You’ve probably heard by now that Wikileaks, the infamous whistle blower web site, published 92,000 documents written by soldiers and intelligence experts in Afghanistan. The New York Times, The Guardian, and Der Spiegel were given the documents a month in advance and allowed to analyze them.
Immediately, people protested that the leak will put soldiers in harm’s way. In this case, Wikileaks withheld 15,000 sensitive documents to protect soldiers and informants, so that argument is moot. Isn’t it ironic though, that Wikileaks is protecting America’s informants? I doubt the US government would extend the same benefit to the Wikileaks informant.
The whole intelligence game is crazy. Leaking secret documents is illegal, but we actively cultivate informants and spies in other countries, so we actively promote the violation of other countries’ laws. The reason that we sentenced the Russian spies to time served and whisked them off on an airplane is because we were trading them for our own spies.
So it’s hard to take the government seriously when it denounces informants and intelligence breaches. After all, the government is a major offender in that game.
Of course, the United States government will protest vociferously about its own leaks, because it has plenty to be embarrassed about — and ultimately, that’s why we need Wikileaks.
Wikileaks creates a chilling effect on the systematic abuses that governments and corporations have promulgated throughout history. Every politician and executive should know, and fear, that anything they say and do could become public knowledge. That’s the transparent society that we are turning into.
There’s no going back. Society will only become more transparent, and people in power should become less abusive as a result. However, we need a way to systematize, analyze, and interpret the data that we receive, which is why I applaud Wikileaks for turning the Afghan War Diary documents over to major news media, who were able to put them into context for us (mainstream media is still good for something; the blogosphere could not have done that). We still have access to the full, unedited compendium of documents (minus what is temporarily being withheld for safety reasons), but we get summaries and annotations, too.
It’s not unpatriotic to want better, more responsible government, and ultimately that’s what leaks like this promote. It is unpatriotic never to question your government, because then you allow irresponsible, abusive government to thrive.
[BTW, you may have noticed that my blog is called Veritas Curat, which literally means The Truth Cures.]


◆ About this task ◆
Having located "This screenshot has width=1353, height=666." in the records below, repeat exactly the line it is on and all subsequent lines, ending with the last.

◆ Records for processing ◆
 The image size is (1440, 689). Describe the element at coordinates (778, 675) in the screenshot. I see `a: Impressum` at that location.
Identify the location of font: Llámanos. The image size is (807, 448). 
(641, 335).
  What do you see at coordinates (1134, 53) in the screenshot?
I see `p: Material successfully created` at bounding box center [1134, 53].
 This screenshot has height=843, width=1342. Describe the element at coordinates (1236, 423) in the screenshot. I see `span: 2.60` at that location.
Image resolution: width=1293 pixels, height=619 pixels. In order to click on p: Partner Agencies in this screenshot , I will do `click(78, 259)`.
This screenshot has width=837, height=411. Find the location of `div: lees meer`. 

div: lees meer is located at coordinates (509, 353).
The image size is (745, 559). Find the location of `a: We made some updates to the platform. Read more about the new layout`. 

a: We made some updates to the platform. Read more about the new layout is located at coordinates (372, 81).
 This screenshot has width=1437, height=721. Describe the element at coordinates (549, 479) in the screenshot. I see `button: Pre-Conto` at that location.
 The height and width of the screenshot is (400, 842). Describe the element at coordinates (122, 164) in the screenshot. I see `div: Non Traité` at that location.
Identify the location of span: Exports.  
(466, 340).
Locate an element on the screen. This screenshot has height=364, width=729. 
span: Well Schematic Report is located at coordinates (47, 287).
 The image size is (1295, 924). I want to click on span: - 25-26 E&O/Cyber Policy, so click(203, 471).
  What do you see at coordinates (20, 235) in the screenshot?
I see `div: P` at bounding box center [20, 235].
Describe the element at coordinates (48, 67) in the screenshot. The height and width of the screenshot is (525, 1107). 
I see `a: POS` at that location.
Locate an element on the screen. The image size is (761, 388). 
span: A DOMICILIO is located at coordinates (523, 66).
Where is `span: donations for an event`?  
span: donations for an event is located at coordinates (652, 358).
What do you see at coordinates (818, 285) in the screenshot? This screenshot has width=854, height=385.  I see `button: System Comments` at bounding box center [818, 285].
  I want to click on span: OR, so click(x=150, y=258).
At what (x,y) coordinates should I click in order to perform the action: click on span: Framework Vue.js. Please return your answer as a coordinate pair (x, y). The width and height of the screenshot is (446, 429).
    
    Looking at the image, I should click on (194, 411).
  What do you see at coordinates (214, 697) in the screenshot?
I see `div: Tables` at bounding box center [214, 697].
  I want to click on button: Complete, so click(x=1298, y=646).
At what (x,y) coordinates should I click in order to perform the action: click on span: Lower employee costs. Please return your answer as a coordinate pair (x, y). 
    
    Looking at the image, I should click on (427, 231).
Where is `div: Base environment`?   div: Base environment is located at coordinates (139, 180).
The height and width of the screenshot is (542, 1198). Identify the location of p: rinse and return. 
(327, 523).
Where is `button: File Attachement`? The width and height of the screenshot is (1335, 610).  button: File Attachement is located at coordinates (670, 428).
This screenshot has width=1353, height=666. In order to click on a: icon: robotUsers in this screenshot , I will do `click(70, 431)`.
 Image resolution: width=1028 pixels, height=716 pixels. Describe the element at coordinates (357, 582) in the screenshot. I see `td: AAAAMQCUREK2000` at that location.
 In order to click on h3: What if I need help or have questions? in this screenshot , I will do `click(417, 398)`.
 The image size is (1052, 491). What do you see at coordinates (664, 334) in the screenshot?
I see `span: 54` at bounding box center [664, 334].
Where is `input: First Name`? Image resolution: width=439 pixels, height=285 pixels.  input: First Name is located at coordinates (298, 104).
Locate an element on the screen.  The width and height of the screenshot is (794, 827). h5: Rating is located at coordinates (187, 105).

◆ Solution to this problem ◆
This screenshot has width=1353, height=666. In order to click on a: icon: robotUsers in this screenshot , I will do `click(70, 431)`.
 Image resolution: width=1028 pixels, height=716 pixels. Describe the element at coordinates (357, 582) in the screenshot. I see `td: AAAAMQCUREK2000` at that location.
 In order to click on h3: What if I need help or have questions? in this screenshot , I will do `click(417, 398)`.
 The image size is (1052, 491). What do you see at coordinates (664, 334) in the screenshot?
I see `span: 54` at bounding box center [664, 334].
Where is `input: First Name`? Image resolution: width=439 pixels, height=285 pixels.  input: First Name is located at coordinates (298, 104).
Locate an element on the screen.  The width and height of the screenshot is (794, 827). h5: Rating is located at coordinates (187, 105).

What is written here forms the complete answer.